Sean Michaels takes a closer listen to Nick Cave

Nick Cave and the Bad Seeds – Rings of Saturn (2016)

You would be forgiven for mistaking Rings of Saturn for a love song. I did. It's the dark jewel on Cave's latest record, with a refrain that may appear, at first, to be trained on a perfect, fervid lover. "This is the moment/ this is exactly what she was born to be," Cave sings. "This is what she does/ this is what she is." He intones the words atop a shimmering stammer of synths and a wordless, yearning backing vocal; their sensuous effect is only accentuated by Rings of Saturn's competing tempos: the languid music, slow as limbs in bedsheets, and Cave's accelerating verses, like a quickening of the blood.

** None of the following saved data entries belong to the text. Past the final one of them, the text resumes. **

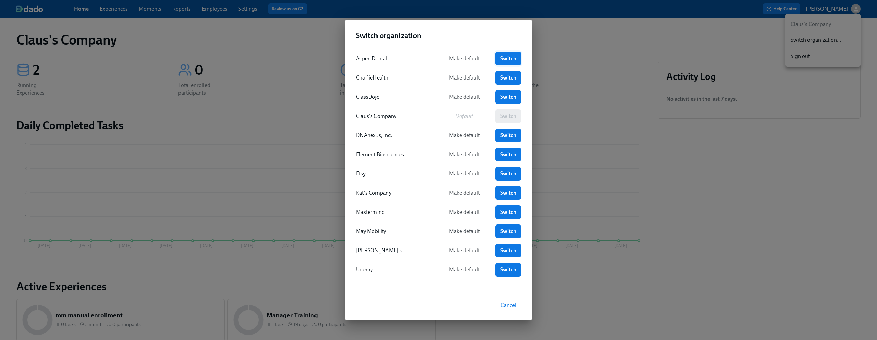 This screenshot has width=877, height=340. Describe the element at coordinates (394, 212) in the screenshot. I see `div: Mastermind` at that location.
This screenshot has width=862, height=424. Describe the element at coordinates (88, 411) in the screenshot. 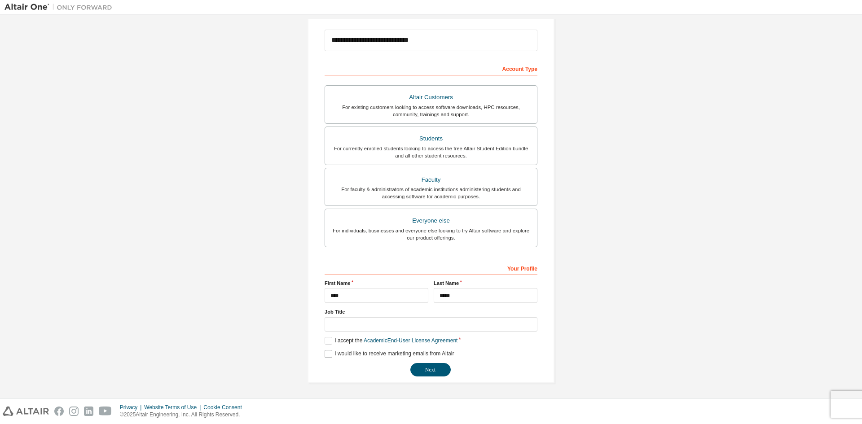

But Rings of Saturn is not a love song, at least not in the conventional sense. And Skeleton Tree, the album that encloses it, is not one of Cave's familiar rhapsodies of lust. In July, 2015, Cave's 15-year-old son, Arthur, fell to his death after taking LSD. Although much of the LP had already been written, and even recorded, at the time of Arthur's death, the effects of the tragedy rippled outward, transfiguring what had already been done. Some of these songs were revised or demolished over the past 14 months, others were not. Yet somehow all of this material seems riddled with grief, as if Cave's anguish leached backward through time, without respect for chronology.

If Rings of Saturn is a serenade, it's not a serenade to anything good. The "she" Cave is singing to is variously a spider, a funnel web, a fly, a jellyfish. "Her eyes that look at me through rainy hair/ Two round holes where the air buckles and rushes in," he sings. "Stepping over heaps of sleeping children/ Disappearing and further up and spinning out again … Up and out of the bed and down the hall where she stops for a moment and turns and says, 'Are you still here?' " The language is surreal, contradictory, opaque, as if Cave is speaking from inside a fever dream – or from inside a catastrophe.

Perhaps Cave is remembering an old betrayer. Perhaps it's a song to a former lover, some wicked ex. But if it's none of these things, then it might be the most dangerous kind of ballad there is: a love song to Death herself, cruel and lustrous, as she's weaving. Songs to Death can have beauty and have power, but we must be careful where we leave them, or whom they find.

Sean Michaels received the 2014 Scotiabank Giller Prize for his novel Us Conductors. He is the editor of the music blog Said the Gramophone.